A team led by researchers at The University of Texas at Austin has discovered that a new bioinspired drug restores the cancer-fighting efficacy of immune cells. In mouse models of melanoma, bladder cancer, leukemia and colon cancer, the drug slowed tumor growth, extended lifespan and improved the efficacy of immunotherapy. The research, published in the journal Cancer Cell, could change the fate of many cancer patients.
Understanding DNA Deletions
Many cancers delete a stretch of DNA called 9p21. In fact, it is the most common DNA deletion in all cancers, occurring in up to 25%-50% of certain cancers, such as melanoma, bladder cancer, mesothelioma and certain brain cancers. Scientists have long known that cancers with 9p21 deletions mean patients have worse prognosis and are resistant to immunotherapy - treatment strategies designed to boost a patient's natural immune response to the cancer.
This deletion helps cancer cells avoid detection and destruction by the immune system, in part because it prompts cancer cells to secrete a toxic compound called MTA, which impairs the normal function of immune cells and hinders the effectiveness of immunotherapy.
Pseudocolor scanning electron micrograph of an oral squamous cell carcinoma cell (white) attacked by two cytotoxic T cells (red). Source: Rita Elena Serda, Duncan Comprehensive Cancer Center, National Cancer Institute, Baylor College of Medicine, National Institutes of Health.
Potential of new drugs
"In animal models, our drug lowered the MTA back to normal and the immune system rebooted," said Everett Stone, a research associate professor in the Department of Molecular Biosciences and associate professor of oncology at Dell Medical School, who led the study. "We see more T cells around the tumor, and they are in attack mode. T cells are an important immune cell type, like a SWAT team, able to identify tumor cells and inject them with a large number of enzymes to eat the tumor from the inside out."
Stone envisions using the drug in conjunction with immunotherapy to increase its effectiveness.
The study's co-first authors are Donjeta Gjuka, a former UT postdoctoral fellow who is now a scientist at Takeda Oncology, and Elio Adib, a former Brigham and Women's Hospital and Dana-Farber Cancer Institute postdoctoral fellow who is now a resident at Massachusetts General Brigham Hospital.
Understand the genes affected by deletions
Loss of 9p21 leads to the deletion of some key genes in cancer cells. A pair of genes that produce cell cycle regulators, proteins that keep healthy cells growing and dividing at a slow, steady rate, disappeared. When these genes are lost, cells can grow uncontrollably. This is why they cause cancer. Also deleted was a housekeeping gene that produces an enzyme that breaks down the toxin MTA. Stone believes that the loss of this gene gives cancer cells a new superpower: the ability to deactivate the immune system.
"When a cancer cell loses these two genes, it gets the best of two birds with one stone," Stone said. "It loses the brakes that normally prevent it from growing out of control. At the same time, it disarms the body's police force. So it becomes a more aggressive and malignant cancer."
To create the drug candidates, Stone and his colleagues first used enzymes naturally produced by the body that help break down MTA, and then added flexible polymers.
"This is already a very good enzyme, but we need to optimize it so that it lasts longer in the body," Stone said. "If we just inject the natural enzyme, it would be excreted within a few hours. In mice, our modified version survives in the circulation for days; in humans, it survives much longer."
The researchers plan to conduct more safety testing of their drug, called PEG-MTAP, and are seeking funding to move it into human clinical trials.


## What the task asks
Your response should be the complete data, transcribed exactly.

::: Information shown

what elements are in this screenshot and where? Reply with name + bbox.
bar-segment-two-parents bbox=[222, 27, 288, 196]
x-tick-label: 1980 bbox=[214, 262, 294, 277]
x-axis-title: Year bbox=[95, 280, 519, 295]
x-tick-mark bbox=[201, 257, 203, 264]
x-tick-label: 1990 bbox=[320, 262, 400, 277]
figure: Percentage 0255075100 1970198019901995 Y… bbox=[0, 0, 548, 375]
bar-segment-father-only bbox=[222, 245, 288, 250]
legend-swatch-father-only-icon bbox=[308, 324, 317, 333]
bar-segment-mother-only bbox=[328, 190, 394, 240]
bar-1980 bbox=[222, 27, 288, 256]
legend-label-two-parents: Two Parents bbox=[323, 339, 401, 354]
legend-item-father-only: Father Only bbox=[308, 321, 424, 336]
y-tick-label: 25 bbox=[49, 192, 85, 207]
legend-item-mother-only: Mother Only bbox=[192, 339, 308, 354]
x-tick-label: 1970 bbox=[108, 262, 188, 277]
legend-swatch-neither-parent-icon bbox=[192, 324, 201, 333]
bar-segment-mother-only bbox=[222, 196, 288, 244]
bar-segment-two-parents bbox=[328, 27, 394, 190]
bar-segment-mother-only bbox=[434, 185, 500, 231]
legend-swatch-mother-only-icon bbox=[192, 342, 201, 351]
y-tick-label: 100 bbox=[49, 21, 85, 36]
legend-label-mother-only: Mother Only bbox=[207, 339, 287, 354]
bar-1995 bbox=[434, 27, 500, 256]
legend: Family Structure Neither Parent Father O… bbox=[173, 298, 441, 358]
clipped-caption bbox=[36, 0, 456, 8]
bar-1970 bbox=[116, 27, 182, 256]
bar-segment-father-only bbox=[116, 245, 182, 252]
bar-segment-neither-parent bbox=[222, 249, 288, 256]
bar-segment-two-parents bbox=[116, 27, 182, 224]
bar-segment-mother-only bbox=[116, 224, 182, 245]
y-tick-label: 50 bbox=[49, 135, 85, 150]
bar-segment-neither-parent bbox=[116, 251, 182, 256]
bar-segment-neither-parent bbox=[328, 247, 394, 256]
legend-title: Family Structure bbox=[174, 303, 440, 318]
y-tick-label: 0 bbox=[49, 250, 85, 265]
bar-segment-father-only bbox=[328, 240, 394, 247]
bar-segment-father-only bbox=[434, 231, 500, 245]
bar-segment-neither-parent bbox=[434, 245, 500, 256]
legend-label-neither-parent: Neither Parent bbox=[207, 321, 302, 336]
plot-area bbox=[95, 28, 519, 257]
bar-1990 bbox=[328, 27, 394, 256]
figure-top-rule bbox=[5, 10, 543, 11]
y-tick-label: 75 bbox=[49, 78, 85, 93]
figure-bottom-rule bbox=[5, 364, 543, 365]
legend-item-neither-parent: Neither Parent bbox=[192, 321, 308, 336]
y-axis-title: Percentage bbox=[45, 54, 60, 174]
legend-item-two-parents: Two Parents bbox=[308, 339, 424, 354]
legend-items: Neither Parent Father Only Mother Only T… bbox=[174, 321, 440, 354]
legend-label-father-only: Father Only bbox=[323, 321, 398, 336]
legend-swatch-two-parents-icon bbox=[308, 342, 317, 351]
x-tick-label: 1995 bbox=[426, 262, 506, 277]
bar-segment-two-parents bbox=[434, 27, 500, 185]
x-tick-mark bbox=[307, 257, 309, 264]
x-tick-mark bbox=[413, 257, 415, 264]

::::::

## Answer section
what elements are in this screenshot and where? Reply with name + bbox.
bar-segment-two-parents bbox=[222, 27, 288, 196]
x-tick-label: 1980 bbox=[214, 262, 294, 277]
x-axis-title: Year bbox=[95, 280, 519, 295]
x-tick-mark bbox=[201, 257, 203, 264]
x-tick-label: 1990 bbox=[320, 262, 400, 277]
figure: Percentage 0255075100 1970198019901995 Y… bbox=[0, 0, 548, 375]
bar-segment-father-only bbox=[222, 245, 288, 250]
legend-swatch-father-only-icon bbox=[308, 324, 317, 333]
bar-segment-mother-only bbox=[328, 190, 394, 240]
bar-1980 bbox=[222, 27, 288, 256]
legend-label-two-parents: Two Parents bbox=[323, 339, 401, 354]
legend-item-father-only: Father Only bbox=[308, 321, 424, 336]
y-tick-label: 25 bbox=[49, 192, 85, 207]
legend-item-mother-only: Mother Only bbox=[192, 339, 308, 354]
x-tick-label: 1970 bbox=[108, 262, 188, 277]
legend-swatch-neither-parent-icon bbox=[192, 324, 201, 333]
bar-segment-mother-only bbox=[222, 196, 288, 244]
bar-segment-two-parents bbox=[328, 27, 394, 190]
bar-segment-mother-only bbox=[434, 185, 500, 231]
legend-swatch-mother-only-icon bbox=[192, 342, 201, 351]
y-tick-label: 100 bbox=[49, 21, 85, 36]
legend-label-mother-only: Mother Only bbox=[207, 339, 287, 354]
bar-1995 bbox=[434, 27, 500, 256]
legend: Family Structure Neither Parent Father O… bbox=[173, 298, 441, 358]
clipped-caption bbox=[36, 0, 456, 8]
bar-1970 bbox=[116, 27, 182, 256]
bar-segment-father-only bbox=[116, 245, 182, 252]
bar-segment-neither-parent bbox=[222, 249, 288, 256]
bar-segment-two-parents bbox=[116, 27, 182, 224]
bar-segment-mother-only bbox=[116, 224, 182, 245]
y-tick-label: 50 bbox=[49, 135, 85, 150]
bar-segment-neither-parent bbox=[116, 251, 182, 256]
bar-segment-neither-parent bbox=[328, 247, 394, 256]
legend-title: Family Structure bbox=[174, 303, 440, 318]
y-tick-label: 0 bbox=[49, 250, 85, 265]
bar-segment-father-only bbox=[328, 240, 394, 247]
bar-segment-father-only bbox=[434, 231, 500, 245]
bar-segment-neither-parent bbox=[434, 245, 500, 256]
legend-label-neither-parent: Neither Parent bbox=[207, 321, 302, 336]
plot-area bbox=[95, 28, 519, 257]
bar-1990 bbox=[328, 27, 394, 256]
figure-top-rule bbox=[5, 10, 543, 11]
y-tick-label: 75 bbox=[49, 78, 85, 93]
figure-bottom-rule bbox=[5, 364, 543, 365]
legend-item-neither-parent: Neither Parent bbox=[192, 321, 308, 336]
y-axis-title: Percentage bbox=[45, 54, 60, 174]
legend-item-two-parents: Two Parents bbox=[308, 339, 424, 354]
legend-items: Neither Parent Father Only Mother Only T… bbox=[174, 321, 440, 354]
legend-label-father-only: Father Only bbox=[323, 321, 398, 336]
legend-swatch-two-parents-icon bbox=[308, 342, 317, 351]
x-tick-label: 1995 bbox=[426, 262, 506, 277]
bar-segment-two-parents bbox=[434, 27, 500, 185]
x-tick-mark bbox=[307, 257, 309, 264]
x-tick-mark bbox=[413, 257, 415, 264]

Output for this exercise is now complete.